The causes of USAR incidents can be categorised as accidental and deliberate.
Structural collapse incidents can comprise unstable or collapsed structures in an unsafe position. Usually collapse incidents leave voids inside the debris that can result in numerous casualties trapped under large amounts of very heavy and often unstable debris.
USAR services can be faced with complex rescue operations within hazardous environment. Incidents experience shows that people are often found alive many hours and days after rescue operations commence, and the corresponding services should be planned accordingly.
USAR teams in different countries may be organised in a variety of ways, but they are often associated with firefighting services.
The increasingly complex methods and procedures, and the modern ability to bring in teams from far afield has brought a very strong drive for standardization within nations and internationally, most obvious in the role of the United Nations' International Search and Rescue Advisory Group (INSARAG) in large natural disasters.
Urban search-and-rescue is considered a multi-hazard discipline, as it may be needed for a variety of hazards including earthquakes, cyclones, storms and tornadoes, floods, dam failures, technological accidents, terrorist activities, and hazardous materials releases.
Read more about Urban Search And Rescue: Types, Equipment, Techniques, The INSARAG Marking System
Famous quotes containing the words urban, search and/or rescue:
“I have misplaced the Van Allen belt
the sewers and the drainage,
the urban renewal and the suburban centers.
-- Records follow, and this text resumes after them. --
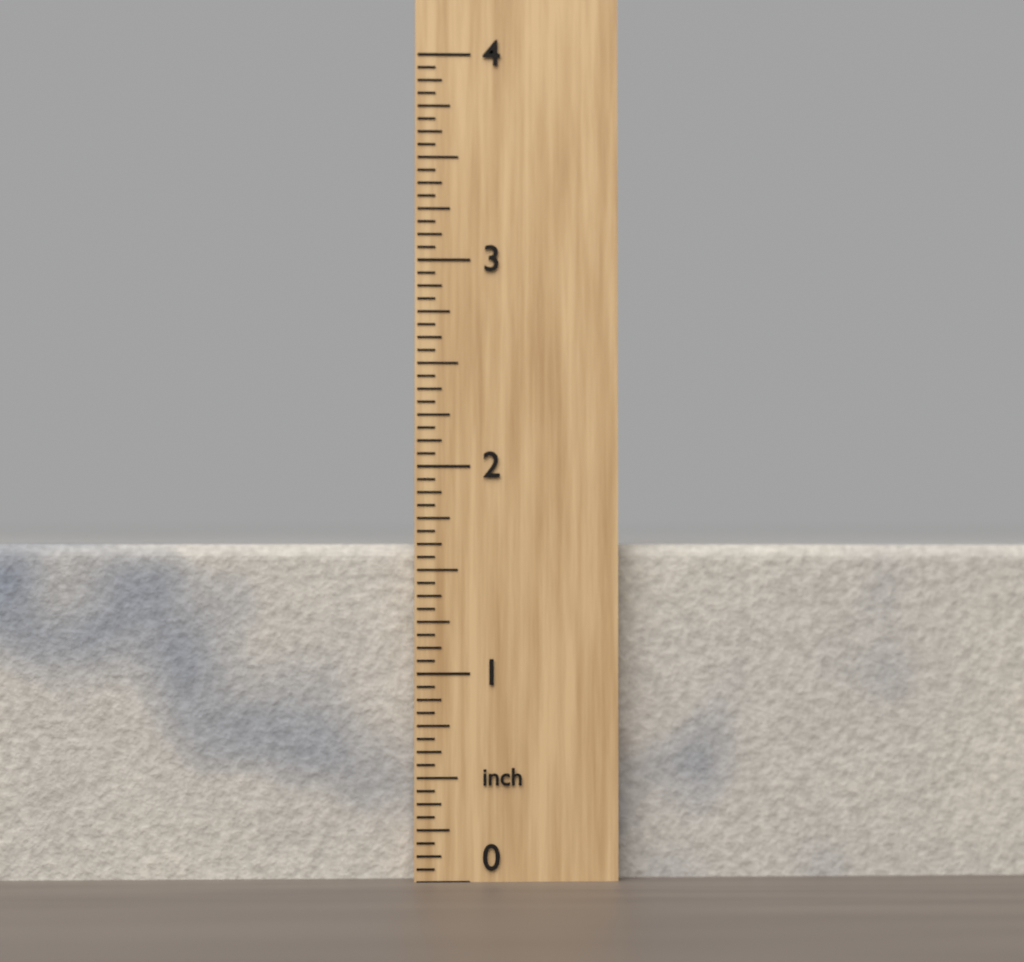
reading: 1.6250 inch
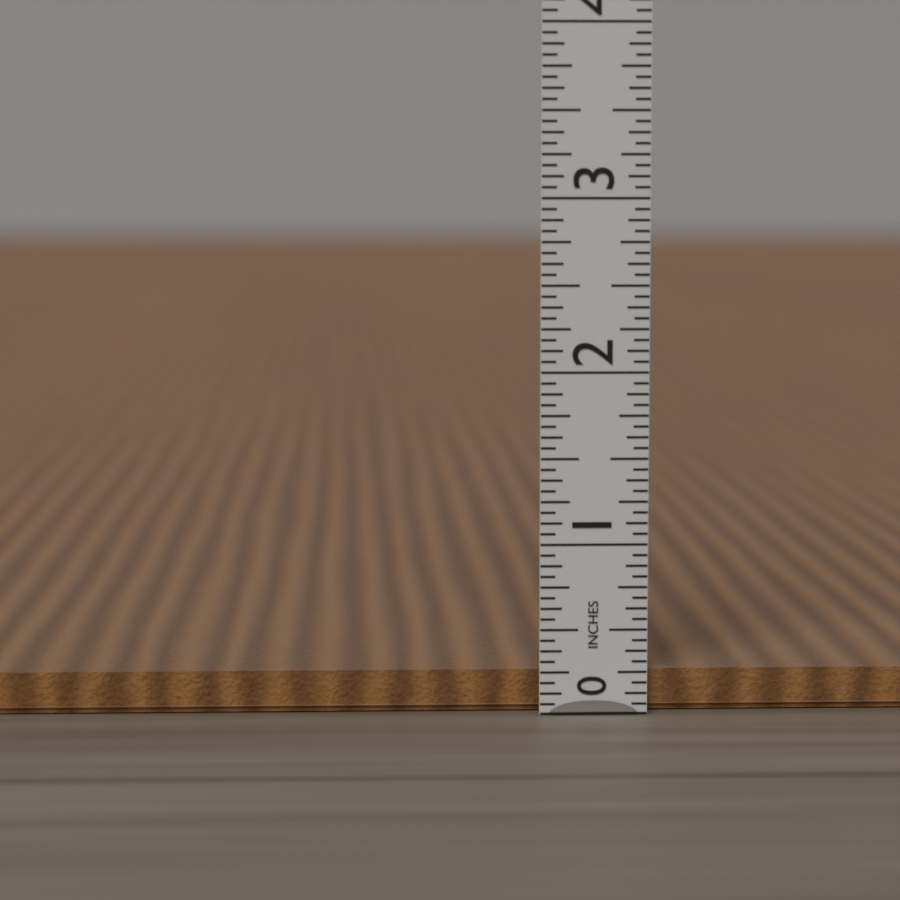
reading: 0.2500 in
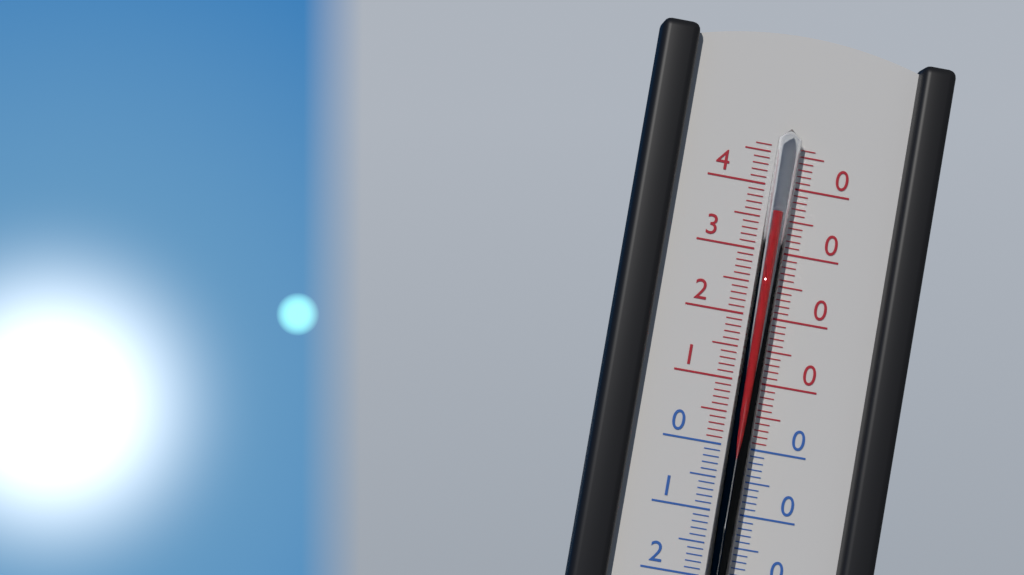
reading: 36 °C
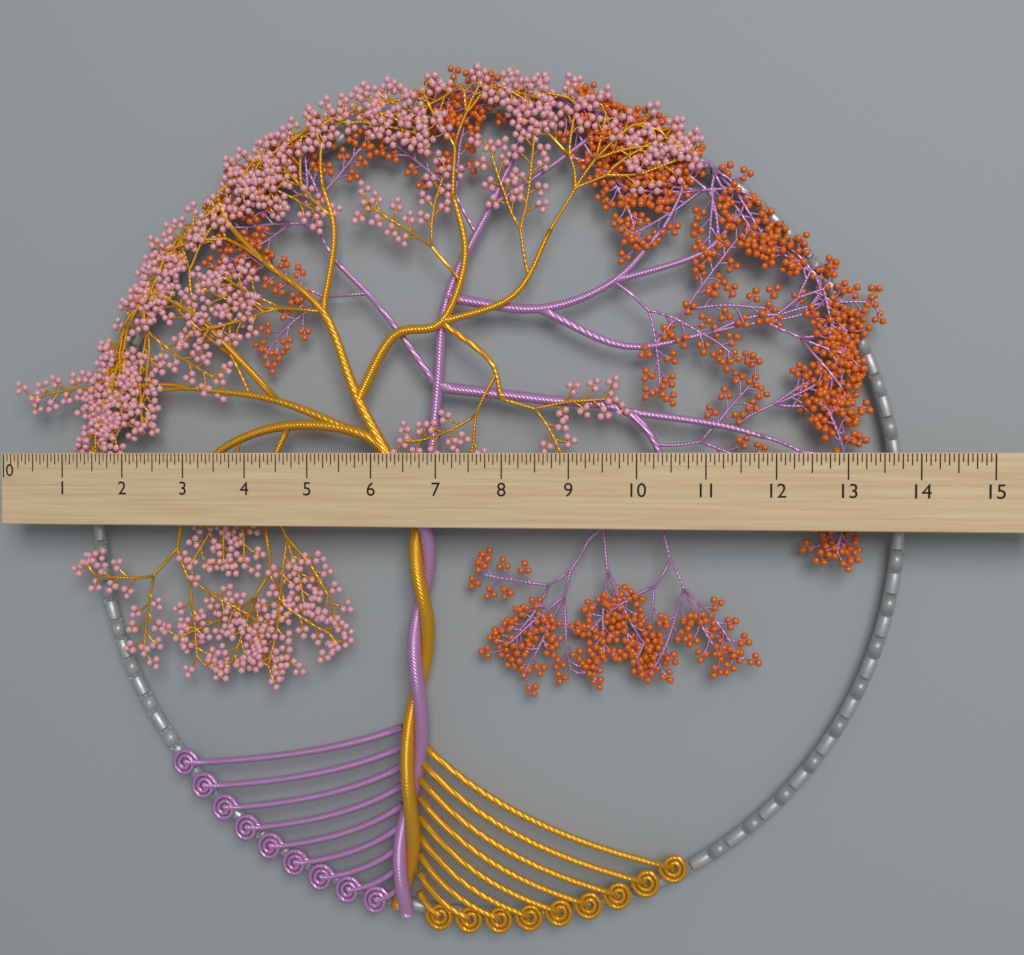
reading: 13.6250 (no unit)
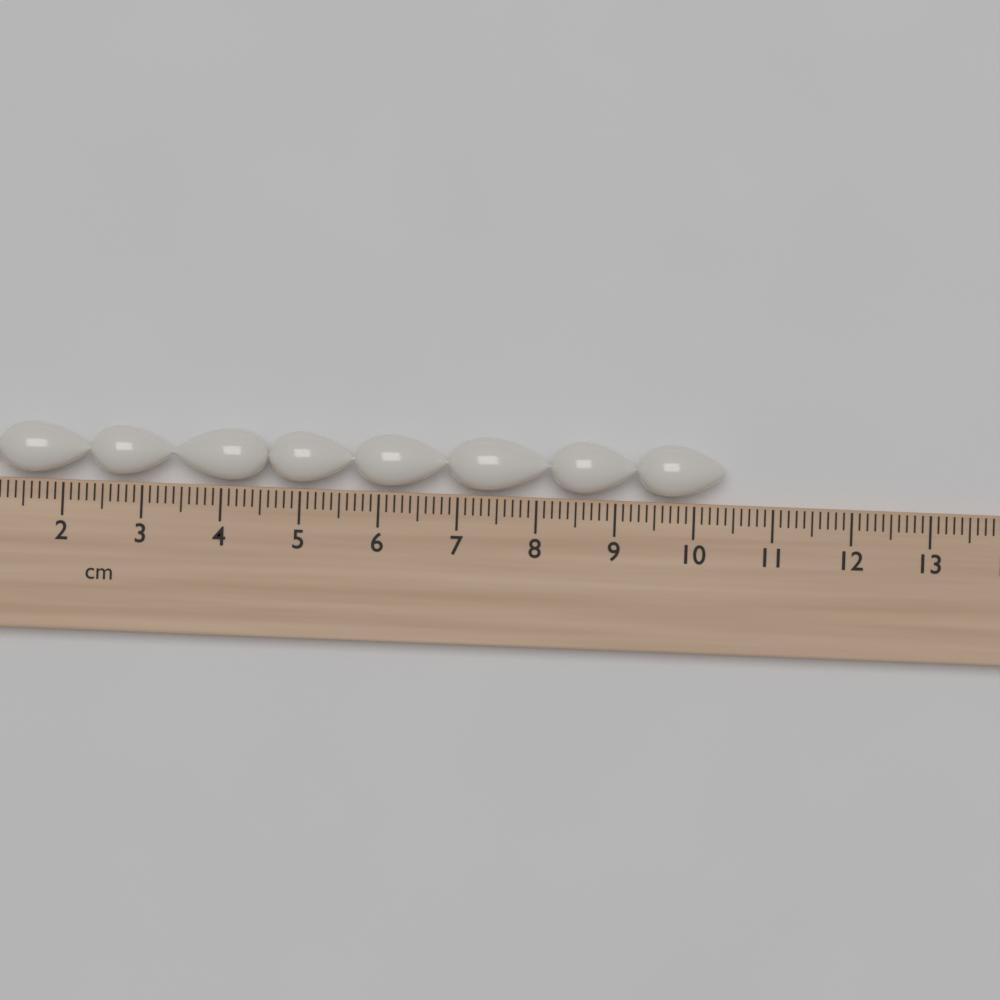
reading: 10.4 cm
I have forgotten the names of the literary critics.”
—Anne Sexton (19281974)
“Gaily bedight,
A gallant knight,
In sunshine and in shadow,
Had journeyed long,
Singing a song,
In search of Eldorado.”
—Edgar Allan Poe (18091849)
“When in the sea-light every early game
Was played with love and, if deaths waters came,
Youd rescue me. How I would take you from,
Now, if I could, its whirling vacuum.”